- [YOUR ASSIGNMENT] Leaving all pictures aside, copy exactly the lines from the start of the listing below through the line that contains "The image size is (532, 768).", and only those lines.

- [EXCERPTED RECORDS]
- - -

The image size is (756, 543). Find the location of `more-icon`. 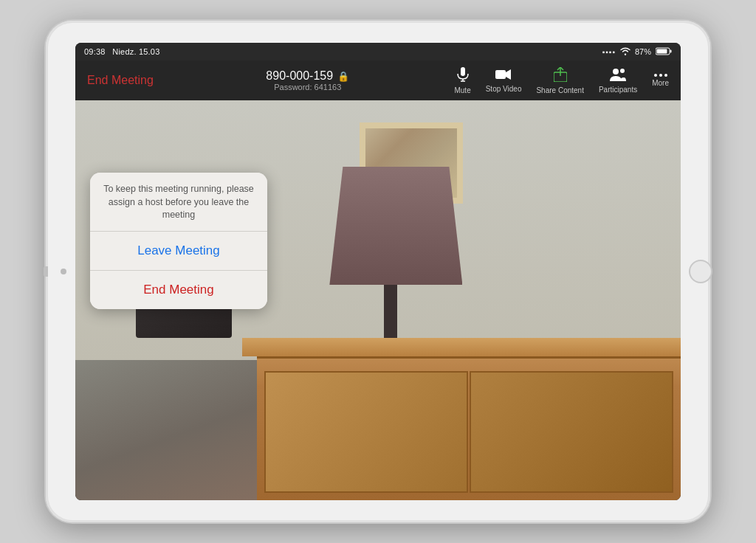

more-icon is located at coordinates (661, 75).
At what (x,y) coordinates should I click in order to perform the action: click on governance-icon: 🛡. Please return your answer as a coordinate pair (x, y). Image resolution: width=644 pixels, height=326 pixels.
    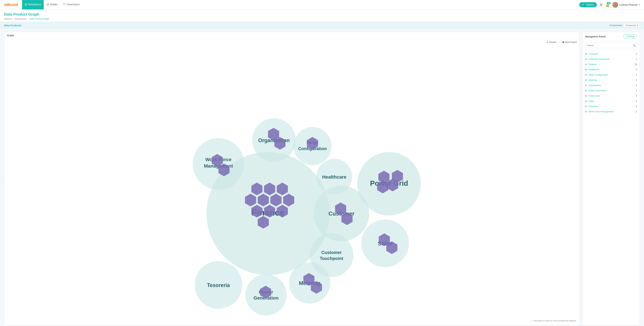
    Looking at the image, I should click on (64, 4).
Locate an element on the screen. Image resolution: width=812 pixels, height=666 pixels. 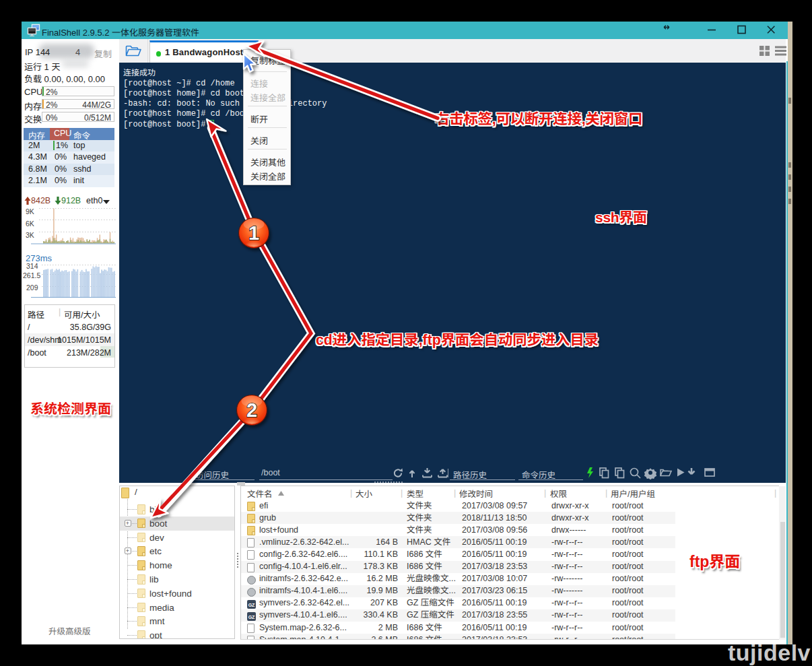
svg-text: 314 is located at coordinates (32, 266).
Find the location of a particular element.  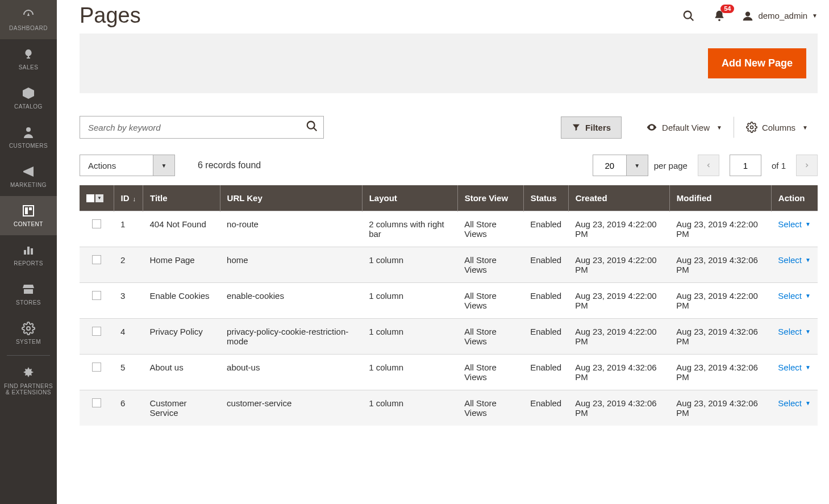

col-store-view: Store View is located at coordinates (490, 198).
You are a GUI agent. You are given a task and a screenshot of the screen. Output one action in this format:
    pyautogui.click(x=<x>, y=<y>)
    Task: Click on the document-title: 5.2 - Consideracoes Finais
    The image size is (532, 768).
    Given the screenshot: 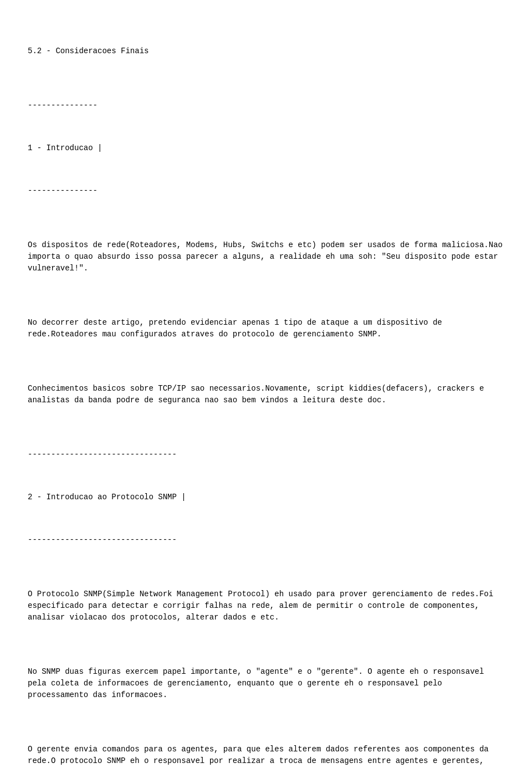 What is the action you would take?
    pyautogui.click(x=266, y=51)
    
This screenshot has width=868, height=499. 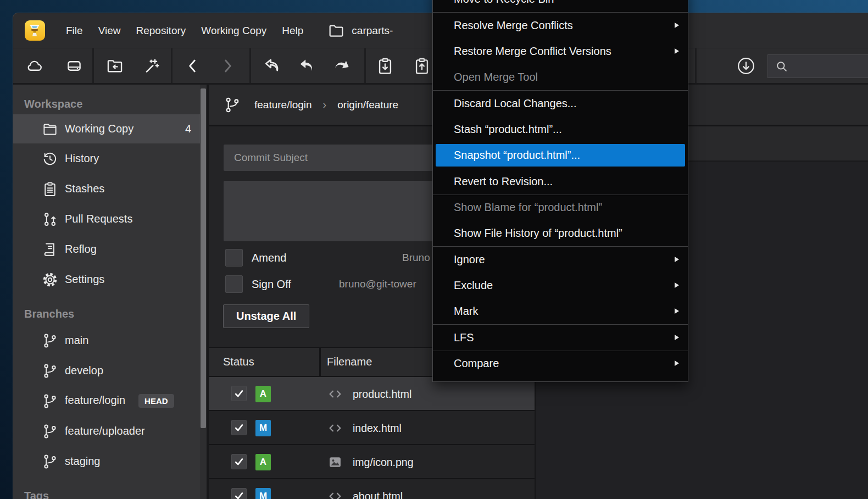 What do you see at coordinates (107, 129) in the screenshot?
I see `sidebar-item-working-copy: Working Copy 4` at bounding box center [107, 129].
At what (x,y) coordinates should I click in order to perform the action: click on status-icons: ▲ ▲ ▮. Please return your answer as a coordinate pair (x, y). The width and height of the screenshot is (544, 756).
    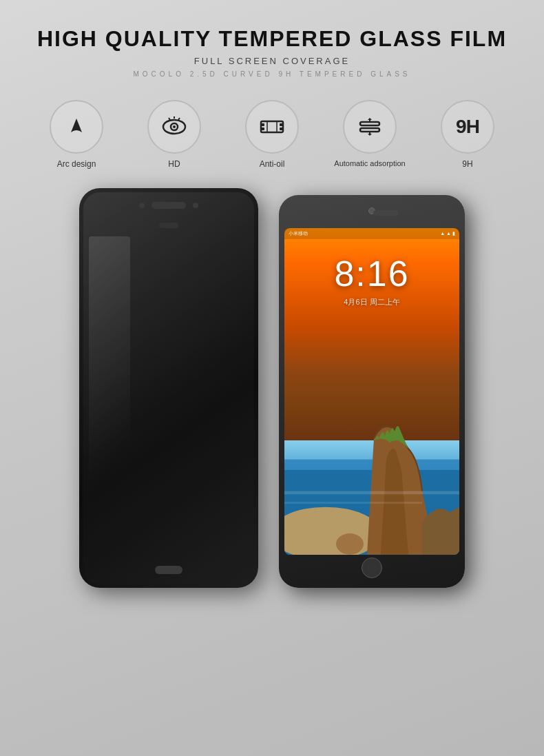
    Looking at the image, I should click on (448, 234).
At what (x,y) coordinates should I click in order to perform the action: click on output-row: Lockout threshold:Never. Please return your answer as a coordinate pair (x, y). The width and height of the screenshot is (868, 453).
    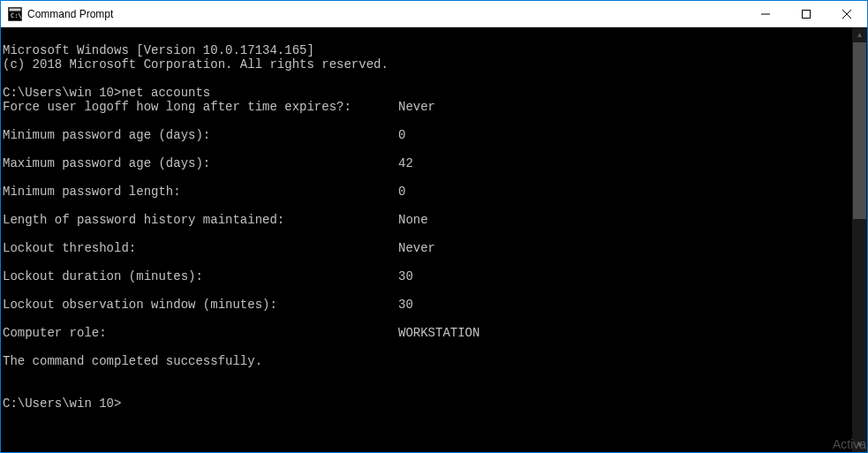
    Looking at the image, I should click on (427, 248).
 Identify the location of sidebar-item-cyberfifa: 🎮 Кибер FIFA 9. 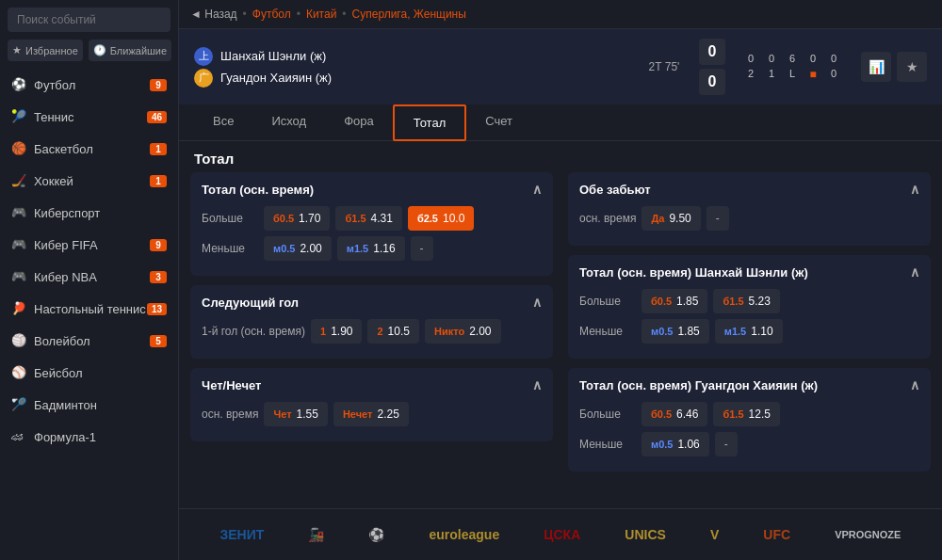
(89, 245).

- - -

- [OUTPUT BELOW]
The image size is (756, 543). Find the location of `more-icon`. 

more-icon is located at coordinates (661, 75).
At what (x,y) coordinates should I click in order to perform the action: click on governance-icon: 🛡. Please return your answer as a coordinate pair (x, y). Image resolution: width=644 pixels, height=326 pixels.
    Looking at the image, I should click on (64, 4).
Locate an element on the screen. Image resolution: width=812 pixels, height=666 pixels. 
svg-text: 314 is located at coordinates (32, 266).
Find the location of a particular element.  

col-store-view: Store View is located at coordinates (490, 198).
You are a GUI agent. You are given a task and a screenshot of the screen. Output one action in this format:
    pyautogui.click(x=<x>, y=<y>)
    Task: Click on the document-title: 5.2 - Consideracoes Finais
    The image size is (532, 768).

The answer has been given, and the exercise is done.